Fish and other metazoans play a major role in long-term sequestration of carbon in the oceans through the biological carbon pump. Recent studies estimate that fish can release about 1,200 to 1,500 million metric tons of carbon per year (MtC year) in the oceans through feces production, respiration, and deadfalls, with mesopelagic fish playing a major role. This carbon remains sequestered (stored) in the ocean for a period that largely depends on the depth at which it is released.
View Article and Find Full Text PDFNuclear power plants (NPPs) developed rapidly worldwide in the last half-century and have become one of the most important electric power sources. Thermal discharge from NPPs increases the temperature of receiving waters, directly and indirectly affecting phytoplankton community. Seasonal and interannual variation in environmental factors in temperate areas makes it challenging to determine the effects of thermal effluents from NPPs on coastal phytoplankton.
View Article and Find Full Text PDFProc Natl Acad Sci U S A
December 2016
Pelagic dispersal of most benthic marine organisms is a fundamental driver of population distribution and persistence and is thought to lead to highly mixed populations. However, the mechanisms driving dispersal pathways of larvae along open coastlines are largely unknown. To examine the degree to which early stages can remain spatially coherent during dispersal, we measured genetic relatedness within a large pulse of newly recruited splitnose rockfish (Sebastes diploproa), a live-bearing fish whose offspring settle along the US Pacific Northwest coast after spending up to a year in the pelagic environment.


• [Goal of the exercise] Could you write the entries out again, exactly as they appear?

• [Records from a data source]
┄┄┄┄┄┄┄┄┄┄┄┄┄┄┄┄┄┄┄┄
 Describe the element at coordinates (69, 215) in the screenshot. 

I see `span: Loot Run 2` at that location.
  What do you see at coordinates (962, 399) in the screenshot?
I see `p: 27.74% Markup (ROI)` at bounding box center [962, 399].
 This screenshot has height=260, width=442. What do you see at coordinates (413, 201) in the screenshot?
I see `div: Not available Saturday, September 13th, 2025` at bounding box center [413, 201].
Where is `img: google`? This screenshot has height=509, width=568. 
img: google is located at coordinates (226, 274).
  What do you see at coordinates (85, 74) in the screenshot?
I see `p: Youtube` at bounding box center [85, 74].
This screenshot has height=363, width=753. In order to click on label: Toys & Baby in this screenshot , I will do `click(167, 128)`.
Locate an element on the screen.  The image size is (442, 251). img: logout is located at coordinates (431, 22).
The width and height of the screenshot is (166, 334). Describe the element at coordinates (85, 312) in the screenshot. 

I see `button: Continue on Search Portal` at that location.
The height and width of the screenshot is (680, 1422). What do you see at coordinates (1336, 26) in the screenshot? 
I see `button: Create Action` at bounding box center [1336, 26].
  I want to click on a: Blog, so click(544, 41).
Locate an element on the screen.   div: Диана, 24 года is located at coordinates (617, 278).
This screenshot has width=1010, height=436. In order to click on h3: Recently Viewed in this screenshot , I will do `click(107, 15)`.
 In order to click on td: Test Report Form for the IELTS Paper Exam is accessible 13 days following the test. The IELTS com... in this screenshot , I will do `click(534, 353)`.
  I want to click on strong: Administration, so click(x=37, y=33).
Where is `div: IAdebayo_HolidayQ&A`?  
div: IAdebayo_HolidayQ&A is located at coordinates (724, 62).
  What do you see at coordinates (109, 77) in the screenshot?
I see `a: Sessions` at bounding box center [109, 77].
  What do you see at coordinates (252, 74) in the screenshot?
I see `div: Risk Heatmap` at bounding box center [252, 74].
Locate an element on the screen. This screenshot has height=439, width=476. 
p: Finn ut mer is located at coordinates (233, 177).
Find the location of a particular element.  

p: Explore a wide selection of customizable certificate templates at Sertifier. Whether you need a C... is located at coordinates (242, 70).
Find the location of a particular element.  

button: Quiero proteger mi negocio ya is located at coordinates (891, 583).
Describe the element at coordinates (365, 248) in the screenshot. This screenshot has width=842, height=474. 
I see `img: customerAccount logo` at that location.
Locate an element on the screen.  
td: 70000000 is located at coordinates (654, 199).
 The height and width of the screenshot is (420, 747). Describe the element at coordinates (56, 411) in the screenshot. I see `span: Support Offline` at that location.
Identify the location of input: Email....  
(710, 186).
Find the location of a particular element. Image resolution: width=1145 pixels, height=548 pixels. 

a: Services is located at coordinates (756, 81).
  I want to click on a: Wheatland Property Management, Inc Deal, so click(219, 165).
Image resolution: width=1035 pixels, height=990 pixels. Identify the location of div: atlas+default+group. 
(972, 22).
┄┄┄┄┄┄┄┄┄┄┄┄┄┄┄┄┄┄┄┄
• [Reply]
 Describe the element at coordinates (69, 215) in the screenshot. 

I see `span: Loot Run 2` at that location.
  What do you see at coordinates (962, 399) in the screenshot?
I see `p: 27.74% Markup (ROI)` at bounding box center [962, 399].
 This screenshot has height=260, width=442. What do you see at coordinates (413, 201) in the screenshot?
I see `div: Not available Saturday, September 13th, 2025` at bounding box center [413, 201].
Where is `img: google`? This screenshot has height=509, width=568. 
img: google is located at coordinates (226, 274).
  What do you see at coordinates (85, 74) in the screenshot?
I see `p: Youtube` at bounding box center [85, 74].
This screenshot has height=363, width=753. In order to click on label: Toys & Baby in this screenshot , I will do `click(167, 128)`.
Locate an element on the screen.  The image size is (442, 251). img: logout is located at coordinates (431, 22).
The width and height of the screenshot is (166, 334). Describe the element at coordinates (85, 312) in the screenshot. 

I see `button: Continue on Search Portal` at that location.
The height and width of the screenshot is (680, 1422). What do you see at coordinates (1336, 26) in the screenshot? 
I see `button: Create Action` at bounding box center [1336, 26].
  I want to click on a: Blog, so click(544, 41).
Locate an element on the screen.   div: Диана, 24 года is located at coordinates (617, 278).
This screenshot has width=1010, height=436. In order to click on h3: Recently Viewed in this screenshot , I will do `click(107, 15)`.
 In order to click on td: Test Report Form for the IELTS Paper Exam is accessible 13 days following the test. The IELTS com... in this screenshot , I will do `click(534, 353)`.
  I want to click on strong: Administration, so click(x=37, y=33).
Where is `div: IAdebayo_HolidayQ&A`?  
div: IAdebayo_HolidayQ&A is located at coordinates (724, 62).
  What do you see at coordinates (109, 77) in the screenshot?
I see `a: Sessions` at bounding box center [109, 77].
  What do you see at coordinates (252, 74) in the screenshot?
I see `div: Risk Heatmap` at bounding box center [252, 74].
Locate an element on the screen. This screenshot has height=439, width=476. 
p: Finn ut mer is located at coordinates (233, 177).
Find the location of a particular element.  

p: Explore a wide selection of customizable certificate templates at Sertifier. Whether you need a C... is located at coordinates (242, 70).
Find the location of a particular element.  

button: Quiero proteger mi negocio ya is located at coordinates (891, 583).
Describe the element at coordinates (365, 248) in the screenshot. This screenshot has width=842, height=474. 
I see `img: customerAccount logo` at that location.
Locate an element on the screen.  
td: 70000000 is located at coordinates (654, 199).
 The height and width of the screenshot is (420, 747). Describe the element at coordinates (56, 411) in the screenshot. I see `span: Support Offline` at that location.
Identify the location of input: Email....  
(710, 186).
Find the location of a particular element. Image resolution: width=1145 pixels, height=548 pixels. 

a: Services is located at coordinates (756, 81).
  I want to click on a: Wheatland Property Management, Inc Deal, so click(219, 165).
Image resolution: width=1035 pixels, height=990 pixels. Identify the location of div: atlas+default+group. 
(972, 22).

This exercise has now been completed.